AHT: Waiting for the outrage from NOM over marriage being other than one man, one woman! OH WAIT that's not gonna happen the Mormon's are bankrolling them!
There could not be a stranger moment in time. Amidst the excitement
and celebration of the fifteenth and sixteenth states to pass marriage
equality, and the historic passing of the Employment Non-Discrimination
Act (ENDA) through the U.S. Senate, in the remote Western state of Utah,
a federal District Court judge has just ruled part of that state’s ban
on polygamy is unconstitutional.
The 91 page ruling from Judge Clark Waddoups marks the first time ever a United States judge has sided on the side of polygamy.
Jonathan Turley, lead counsel in the case brought forward by the
stars of the TLC show “Sister Wives,” announced the ruling Friday in a blog post, calling it a victory equivalent to Brown v. Board of Education, and Lawrence v. Texas.
And here I am, left wondering if the comparisons between polygamy and
the hard-fought freedoms the LGBT community has recently achieved are
actually comparable.
We’ve heard the comparisons for years, “Gay Marriage leads to
polygamy, bestiality and pedophilia!” How many times have those words
dripped from the mouths of people like Brian Brown, Tony Perkins, Peter
LaBarbera, and Rick Warren?
The potential legalization of polygamy calls into question everything
we know and think of in marriage. The very thought of polygamy is rank
with images of 55-year old men marrying 12-year old girls, of trapped
teenagers beaten and killed for trying to escape polygamist compounds in
the deserts of Utah and Texas.
So what are the implications of this ruling? Is it going to become
the latest sideshow for those culture warriors against equality to hold
up as supposed proof that they were right?
To put it plainly, yes it is.
What’s important to remember are the simple and fundamental truths.
The struggle for same-sex marriage has only been, and will continue to
only be about one thing: equality—that joyful little word that fills our
hearts and keeps us pushing. It’s about leveling the playing field and
being able to say without any doubt that no other human being in our
country has rights that we do not. We were born Gay, or Lesbian, or
Bisexual, or Trans*, and we will always be so. We have every bit the
same right to marry the person we fall in love with that our neighbors
have.
Polygamy? It’s not an innate characteristic, it’s a choice. The
struggle for polygamy is not about equality, but about privacy. It’s a
fight to keep government away from the choices of consenting adults.
It’s an important distinction to make.
Honestly, I don’t know how I feel about polygamy. On one hand I’ve
always felt that the government shouldn’t be in the business of
legitimizing or sanctifying any marriages. On the other hand, polygamy
actually is a redefinition of marriage, and frequently used as an excuse for abuse and persecution of women and children.
But however you feel about it, as the nation no-doubt erupts in
Utah/Mormon/Polygamy jokes over the next few days, it’s important to
speak out about the differences between equality and privacy.
We only want what everyone else already has. Nothing more, and certainly nothing less.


** WORK ORDER **
Skip the images. Copy the records exactly as written.

*** ENTRIES SHOWN ***

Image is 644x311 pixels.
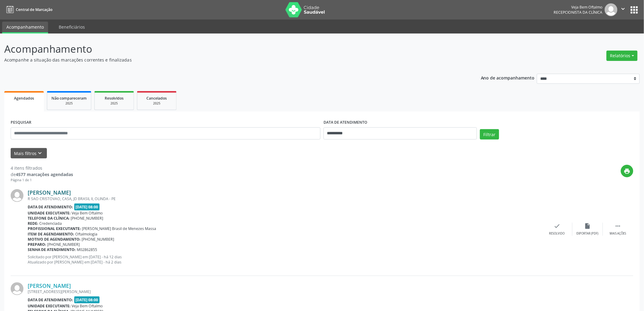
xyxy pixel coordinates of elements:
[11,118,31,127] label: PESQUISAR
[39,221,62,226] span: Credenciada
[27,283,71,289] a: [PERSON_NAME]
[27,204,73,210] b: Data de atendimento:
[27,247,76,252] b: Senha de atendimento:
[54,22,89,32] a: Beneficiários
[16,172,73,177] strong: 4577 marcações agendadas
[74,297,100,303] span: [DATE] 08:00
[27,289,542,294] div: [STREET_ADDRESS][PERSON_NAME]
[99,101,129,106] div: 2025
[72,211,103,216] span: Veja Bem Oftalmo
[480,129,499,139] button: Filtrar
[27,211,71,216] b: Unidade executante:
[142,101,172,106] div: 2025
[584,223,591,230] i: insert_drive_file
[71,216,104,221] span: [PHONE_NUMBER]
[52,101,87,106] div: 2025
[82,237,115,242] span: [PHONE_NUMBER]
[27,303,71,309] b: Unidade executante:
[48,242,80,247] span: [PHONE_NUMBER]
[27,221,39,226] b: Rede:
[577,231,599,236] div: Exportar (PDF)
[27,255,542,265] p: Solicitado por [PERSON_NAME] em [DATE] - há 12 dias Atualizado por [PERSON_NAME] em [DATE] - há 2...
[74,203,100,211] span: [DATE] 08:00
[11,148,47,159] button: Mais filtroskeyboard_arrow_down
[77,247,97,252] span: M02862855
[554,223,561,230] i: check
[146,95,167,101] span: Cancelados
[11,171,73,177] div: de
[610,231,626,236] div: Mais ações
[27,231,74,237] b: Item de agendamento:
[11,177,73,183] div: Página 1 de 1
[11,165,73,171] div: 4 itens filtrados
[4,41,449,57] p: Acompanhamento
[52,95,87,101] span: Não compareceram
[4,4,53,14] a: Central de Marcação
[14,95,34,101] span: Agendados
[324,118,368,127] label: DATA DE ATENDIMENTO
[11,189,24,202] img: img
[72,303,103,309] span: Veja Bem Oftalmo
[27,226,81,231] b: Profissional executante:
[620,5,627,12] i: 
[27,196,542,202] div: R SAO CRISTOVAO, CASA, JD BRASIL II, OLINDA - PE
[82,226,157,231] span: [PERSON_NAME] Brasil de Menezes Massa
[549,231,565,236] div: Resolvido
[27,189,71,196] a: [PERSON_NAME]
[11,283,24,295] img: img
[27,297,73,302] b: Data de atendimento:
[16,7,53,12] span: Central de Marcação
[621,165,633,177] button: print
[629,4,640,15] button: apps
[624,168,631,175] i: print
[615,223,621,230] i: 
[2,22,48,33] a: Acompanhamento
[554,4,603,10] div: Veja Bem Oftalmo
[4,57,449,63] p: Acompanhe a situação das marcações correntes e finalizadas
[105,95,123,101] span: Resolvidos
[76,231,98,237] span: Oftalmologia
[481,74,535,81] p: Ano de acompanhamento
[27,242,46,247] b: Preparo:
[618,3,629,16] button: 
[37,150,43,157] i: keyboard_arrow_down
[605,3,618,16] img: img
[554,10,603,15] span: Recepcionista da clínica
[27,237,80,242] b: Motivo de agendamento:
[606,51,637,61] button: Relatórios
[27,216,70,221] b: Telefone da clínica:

***

** EXERCISE SOLUTION **
Image is 644x311 pixels.
xyxy pixel coordinates of elements:
[11,118,31,127] label: PESQUISAR
[39,221,62,226] span: Credenciada
[27,283,71,289] a: [PERSON_NAME]
[27,204,73,210] b: Data de atendimento:
[27,247,76,252] b: Senha de atendimento:
[54,22,89,32] a: Beneficiários
[16,172,73,177] strong: 4577 marcações agendadas
[74,297,100,303] span: [DATE] 08:00
[27,289,542,294] div: [STREET_ADDRESS][PERSON_NAME]
[99,101,129,106] div: 2025
[72,211,103,216] span: Veja Bem Oftalmo
[480,129,499,139] button: Filtrar
[27,211,71,216] b: Unidade executante:
[142,101,172,106] div: 2025
[584,223,591,230] i: insert_drive_file
[71,216,104,221] span: [PHONE_NUMBER]
[52,101,87,106] div: 2025
[82,237,115,242] span: [PHONE_NUMBER]
[27,303,71,309] b: Unidade executante:
[48,242,80,247] span: [PHONE_NUMBER]
[27,221,39,226] b: Rede:
[577,231,599,236] div: Exportar (PDF)
[27,255,542,265] p: Solicitado por [PERSON_NAME] em [DATE] - há 12 dias Atualizado por [PERSON_NAME] em [DATE] - há 2...
[74,203,100,211] span: [DATE] 08:00
[11,148,47,159] button: Mais filtroskeyboard_arrow_down
[77,247,97,252] span: M02862855
[554,223,561,230] i: check
[146,95,167,101] span: Cancelados
[11,171,73,177] div: de
[610,231,626,236] div: Mais ações
[27,231,74,237] b: Item de agendamento:
[11,177,73,183] div: Página 1 de 1
[11,165,73,171] div: 4 itens filtrados
[4,41,449,57] p: Acompanhamento
[52,95,87,101] span: Não compareceram
[4,4,53,14] a: Central de Marcação
[14,95,34,101] span: Agendados
[324,118,368,127] label: DATA DE ATENDIMENTO
[11,189,24,202] img: img
[72,303,103,309] span: Veja Bem Oftalmo
[27,226,81,231] b: Profissional executante:
[620,5,627,12] i: 
[27,196,542,202] div: R SAO CRISTOVAO, CASA, JD BRASIL II, OLINDA - PE
[82,226,157,231] span: [PERSON_NAME] Brasil de Menezes Massa
[549,231,565,236] div: Resolvido
[27,189,71,196] a: [PERSON_NAME]
[11,283,24,295] img: img
[27,297,73,302] b: Data de atendimento:
[16,7,53,12] span: Central de Marcação
[621,165,633,177] button: print
[629,4,640,15] button: apps
[624,168,631,175] i: print
[615,223,621,230] i: 
[2,22,48,33] a: Acompanhamento
[554,4,603,10] div: Veja Bem Oftalmo
[4,57,449,63] p: Acompanhe a situação das marcações correntes e finalizadas
[105,95,123,101] span: Resolvidos
[76,231,98,237] span: Oftalmologia
[481,74,535,81] p: Ano de acompanhamento
[27,242,46,247] b: Preparo:
[618,3,629,16] button: 
[37,150,43,157] i: keyboard_arrow_down
[605,3,618,16] img: img
[554,10,603,15] span: Recepcionista da clínica
[27,237,80,242] b: Motivo de agendamento:
[606,51,637,61] button: Relatórios
[27,216,70,221] b: Telefone da clínica:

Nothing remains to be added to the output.